For this week, I used Exploration Pack Two: Opium War. The Opium Wars were a major conflict with the West and a factor which led to the decline of the Qing Empire. A central question we discussed in class was whether the Qing Empire collapsed from within or as a result of foreign aggression. In the case of the Opium Wars, I think it was both. The British and the Chinese had some responsibility for the Opium Wars. Some Chinese people smuggled opium into their country. In class, we also talked about how the Qing government underpaid its officials. According to Sources of Chinese Tradition: From 1600 through the Twentieth Century, “Smuggling, moreover, proved lucrative not only for the direct participants but for local officials as well, who could be bribed to keep hands off the illegal traffic” (Bary and Lufrano, 200). Qing officials needed the money so they took bribes from the British and did not stop the smugglers.
An interesting issue raised by the primary sources was the internal conflicts of British traders who relied on selling opium to the Chinese and the ways in which these traders justified their actions. We read transcriptions of the journal of William Almack, a British tea trader in Canton, China. His journal was written between 1837 and 1841. I thought this was one of the most important quotes, on page 59:
“I had not been long in China before I had made up my mind that, Opium having the injurious effects that it is universally acknowledged to have, is a curse to the Chinese people + ought not to be engaged in by any person who really wishes the happiness of his fellow beings (not to mention its illegality)– that it is a pity it should be encouraged by the East India Company who derive a large revenue from it _ that it renders us hated by the good amongst the Chinese (few tho’ they be) – that it is constantly throwing obstacles in the way of the legitimate trade and I believe that those who are attempting to teach the Chinese the Christian religion find it a great stumbling block in their way, being frequently asked “How can you possibly call that a good and true religion whose professors heartlessly feed our people with this vile poison?”

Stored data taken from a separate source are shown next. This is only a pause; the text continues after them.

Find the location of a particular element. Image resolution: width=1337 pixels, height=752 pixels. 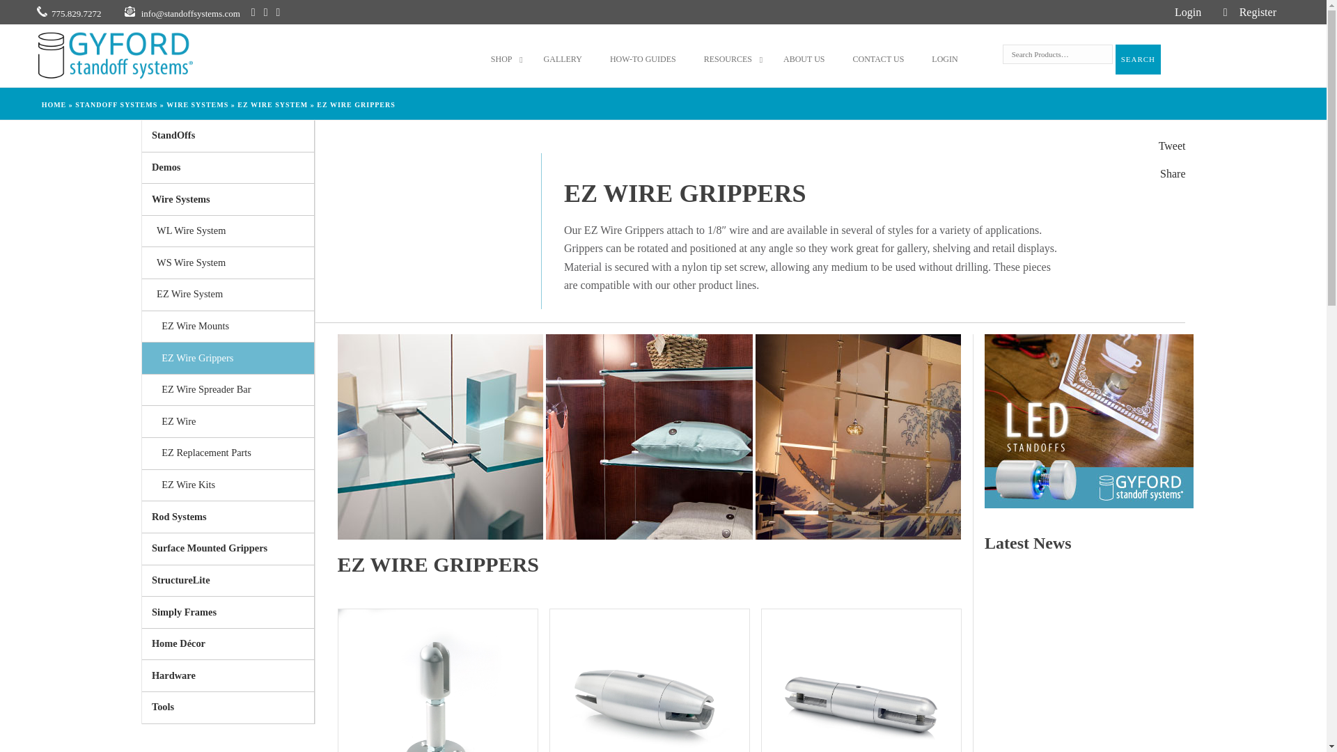

775.829.7272 is located at coordinates (279, 11).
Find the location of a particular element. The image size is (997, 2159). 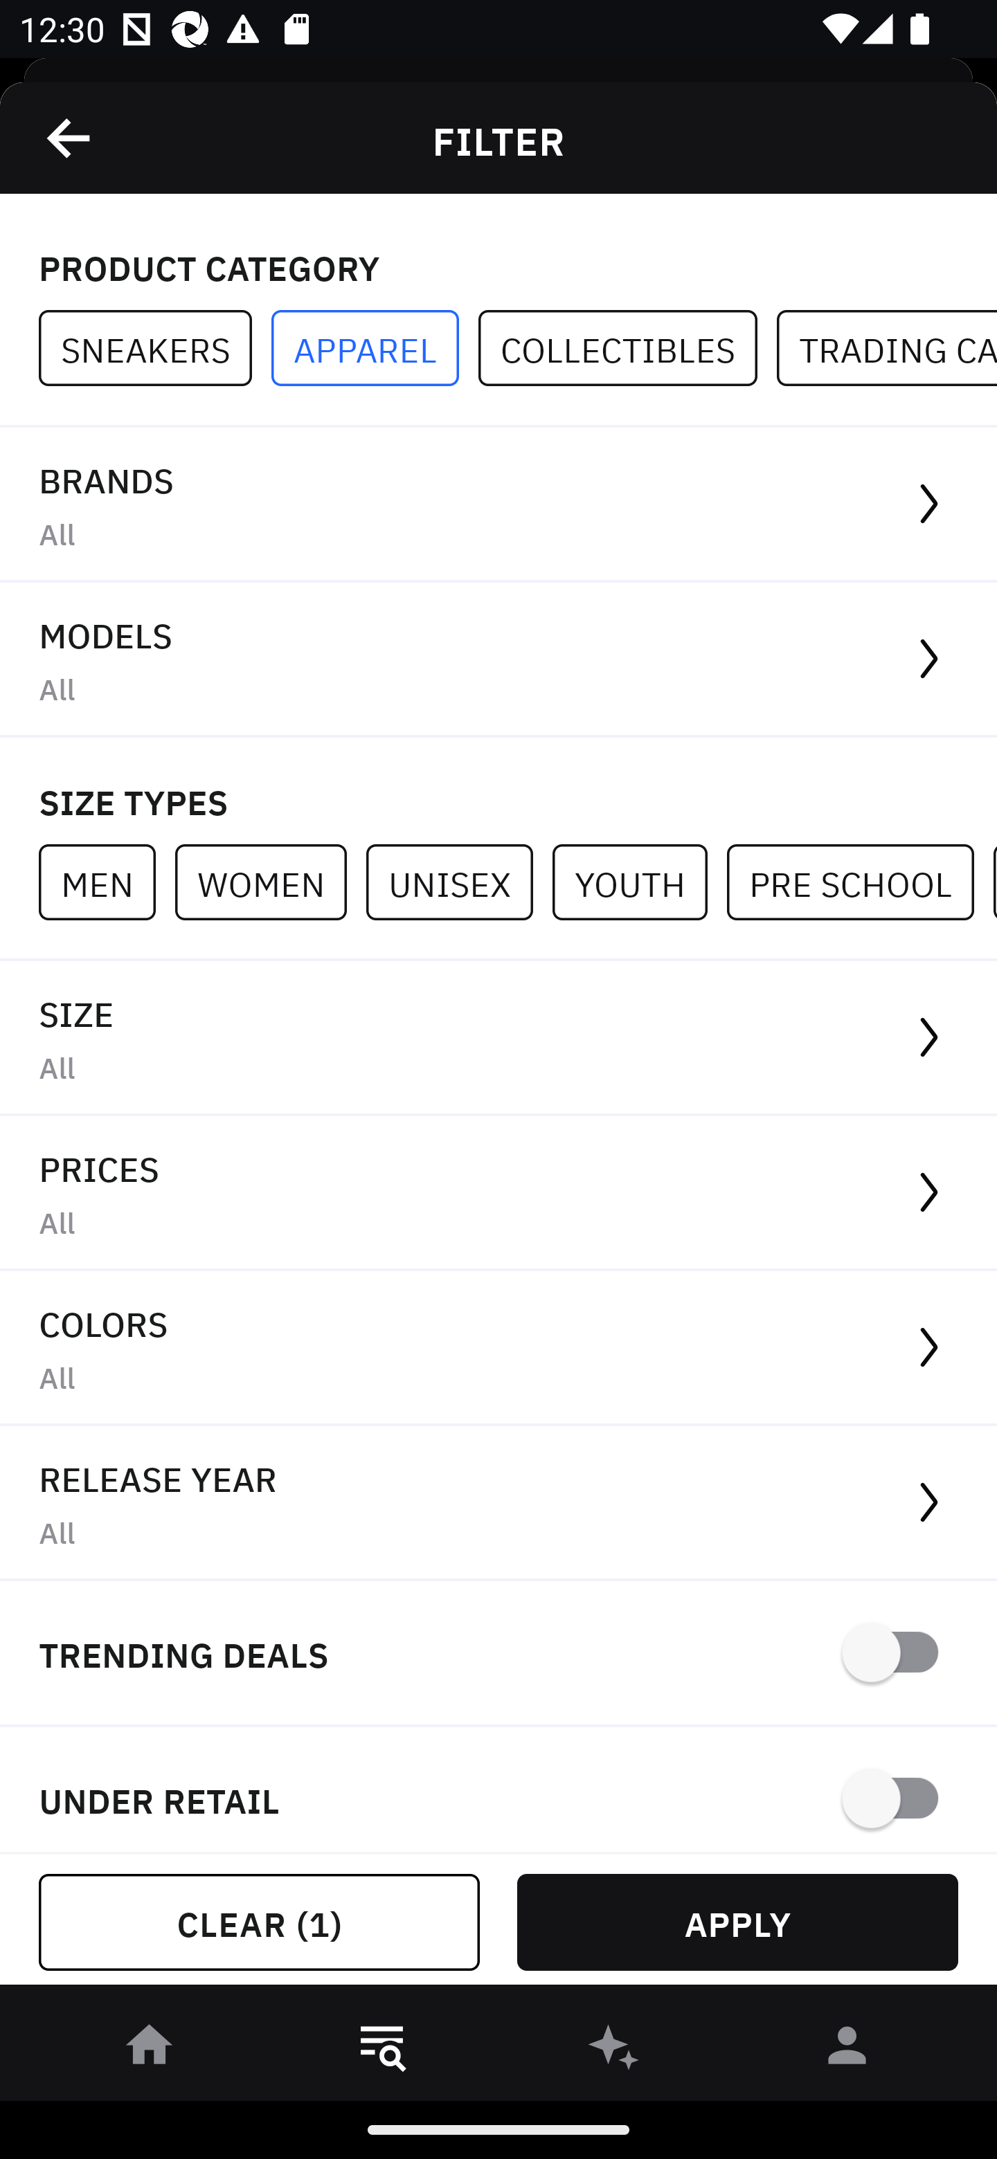

󰀄 is located at coordinates (847, 2050).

I think Almack may have been struggling with guilt because he recognized how harmful opium was. Almack was in a complicated position because the tea trade at this time was inextricably linked to the sale of opium. The British East India Company traded opium from colonial India for silver from Chinese merchants, indirectly through private firms, and then they used that silver to buy tea (Standage 208). Even though Almack himself was not selling opium directly to the Chinese, his business was dependent on its sale. This raises the question of how much responsibility tea traders had for the problems caused by opium. This section also shows the racist attitudes of nineteenth century British people. Almack seemed concerned about the Chinese people, but he said that “the good amongst” them were “few.” He seemed to have a negative view of Chinese people more broadly. Additionally, part of the reason why he was concerned about the British selling opium to the Chinese was that it made British missionaries look bad. It seemed hypocritical that the same people who were partly responsible for widespread drug addiction were also trying to present themselves as moral to get Chinese people to convert to Christianity. I would see this attitude today as disrespectful to Chinese religions because people should be able to practice what they believe in, and they do not need “saving” from outsiders, but it was more common at the time for British Christians in the nineteenth century to think that their religion was superior.

https://commons.wikimedia.org/wiki/File:Destroying_Chinese_war_junks,_by_E._Duncan_(1843).jpg
Sources:
Almack, William. Journal (July 1837- July 1841), MS Add.9529. Cambridge University Library, Department of Manuscripts and University Archives.
Sources of Chinese Tradition: From 1600 through the Twentieth Century, Vol. 2, 202-205. Edited by Wm. Th. de Bary and R. Lufrano. Columbia Univ. Press, 2001.
Standage, Tom. A History of the World in 6 Glasses. New York: Walker & Co, 2005.